Print exactly the lines from the one containing "Identify the location of microservice-3-name: Microservice" through the last line of the records below, both included, and nothing else; omit any pictures.

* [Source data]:
————————

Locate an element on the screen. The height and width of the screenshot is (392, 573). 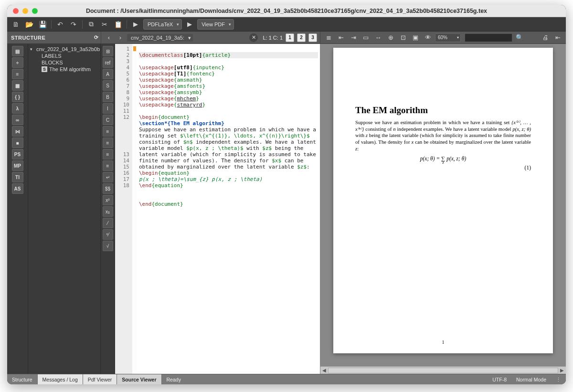
structure-file-row: ▾ cnv_2022_04_19_3a52b0b is located at coordinates (64, 49).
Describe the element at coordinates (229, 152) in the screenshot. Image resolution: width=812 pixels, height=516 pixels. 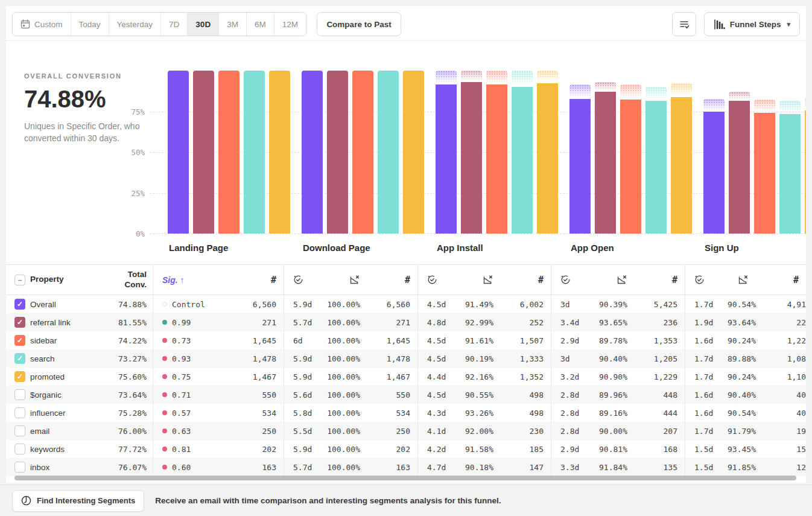
I see `bar-sidebar-Landing-Page` at that location.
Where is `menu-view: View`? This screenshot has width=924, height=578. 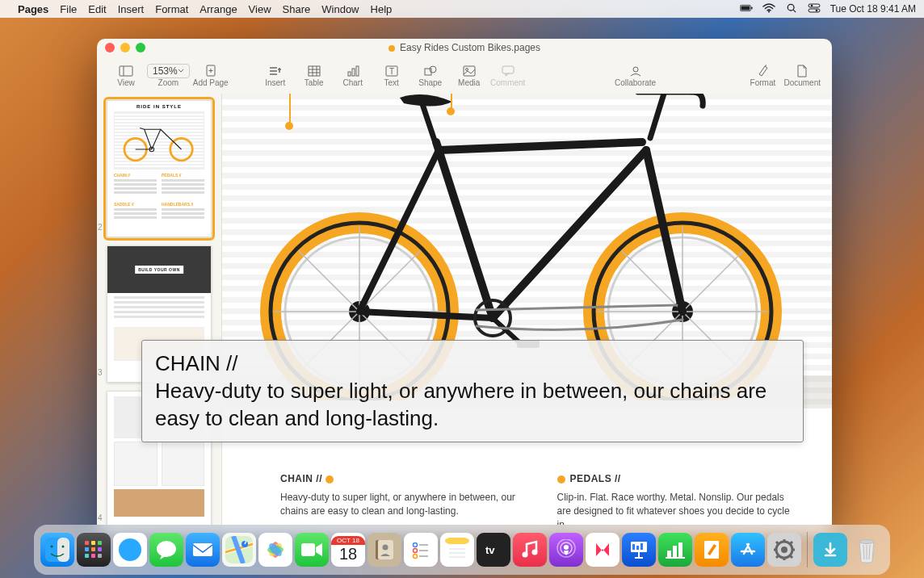 menu-view: View is located at coordinates (260, 10).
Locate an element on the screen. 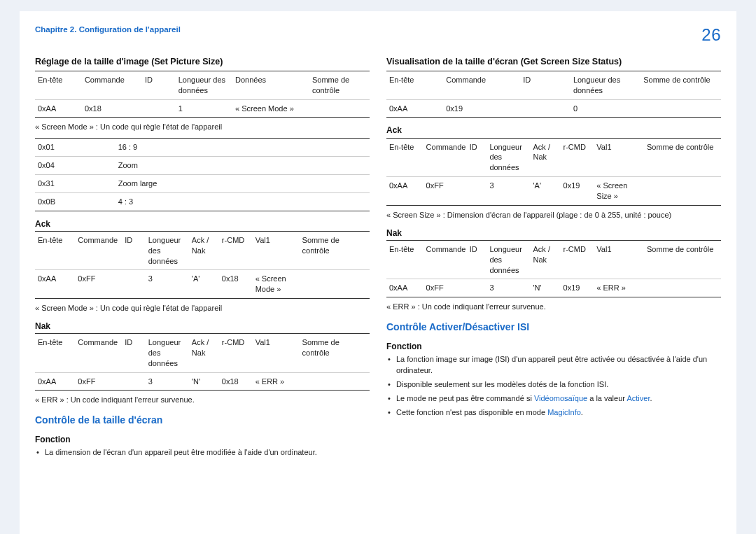 This screenshot has height=534, width=756. list-item: La dimension de l'écran d'un appareil pe… is located at coordinates (203, 453).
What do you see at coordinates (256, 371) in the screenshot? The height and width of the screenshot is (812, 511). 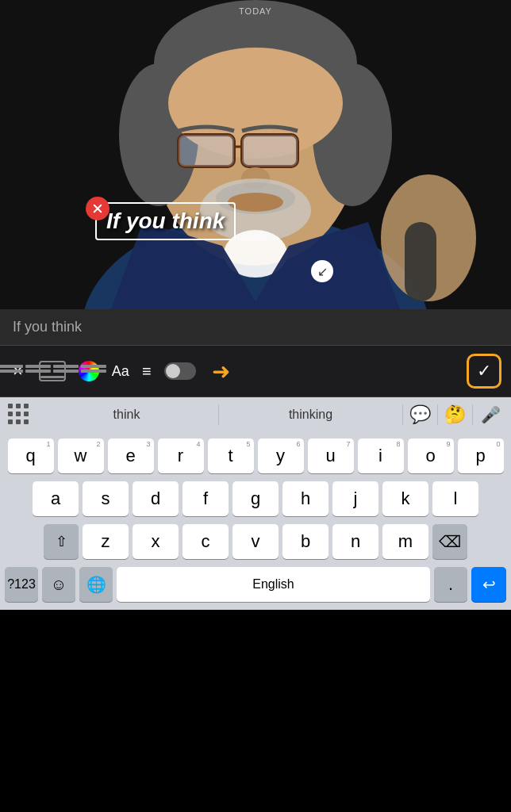 I see `toolbar: × Aa ≡ ➜ ✓` at bounding box center [256, 371].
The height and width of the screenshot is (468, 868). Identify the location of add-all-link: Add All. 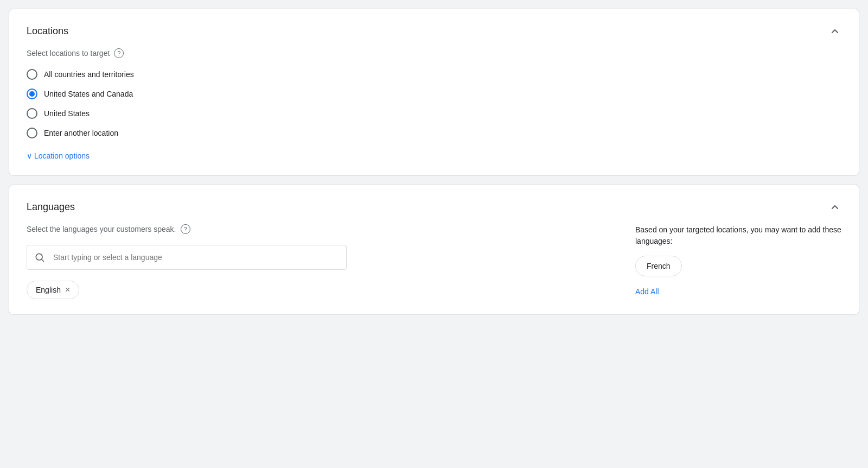
(738, 292).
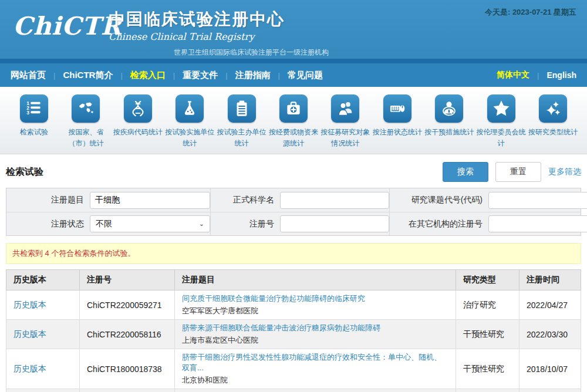 This screenshot has height=392, width=587. Describe the element at coordinates (501, 124) in the screenshot. I see `shortcut-stats-by-ethics-committee: 按伦理委员会统计` at that location.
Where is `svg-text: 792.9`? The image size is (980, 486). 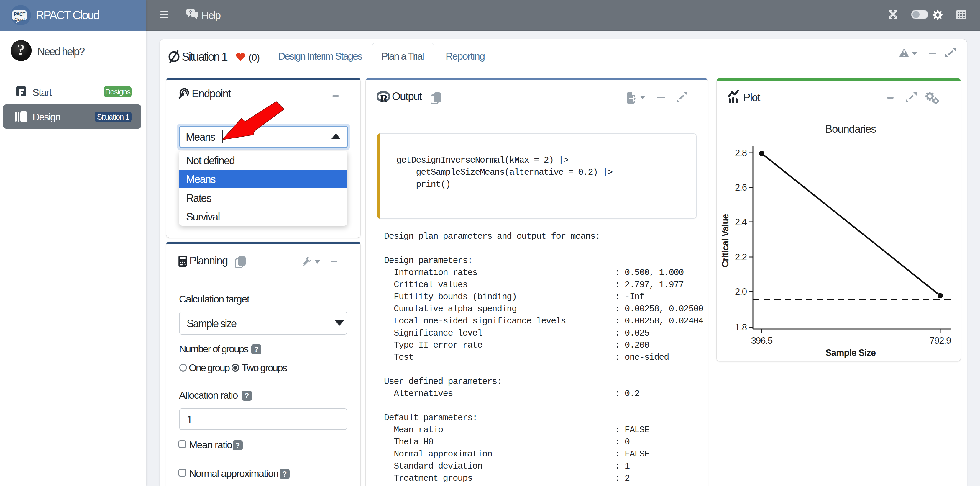
svg-text: 792.9 is located at coordinates (940, 341).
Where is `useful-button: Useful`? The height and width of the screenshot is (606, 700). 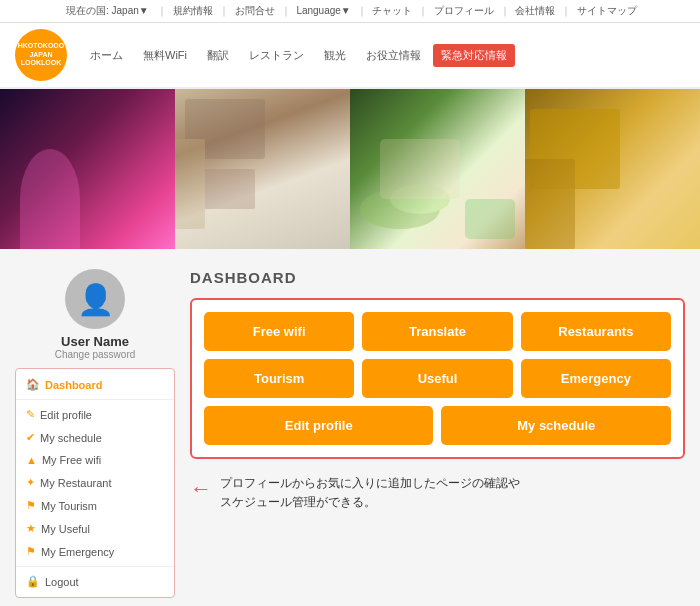
useful-button: Useful is located at coordinates (437, 378).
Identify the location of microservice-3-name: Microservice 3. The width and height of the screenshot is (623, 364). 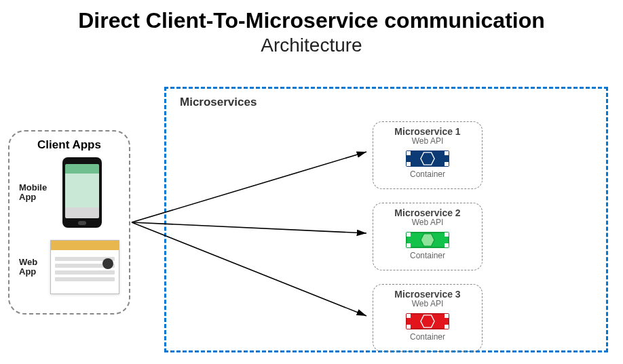
(428, 294).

————————

* [YOUR SOLUTION]:
Identify the location of microservice-3-name: Microservice 3. The width and height of the screenshot is (623, 364). 
(428, 294).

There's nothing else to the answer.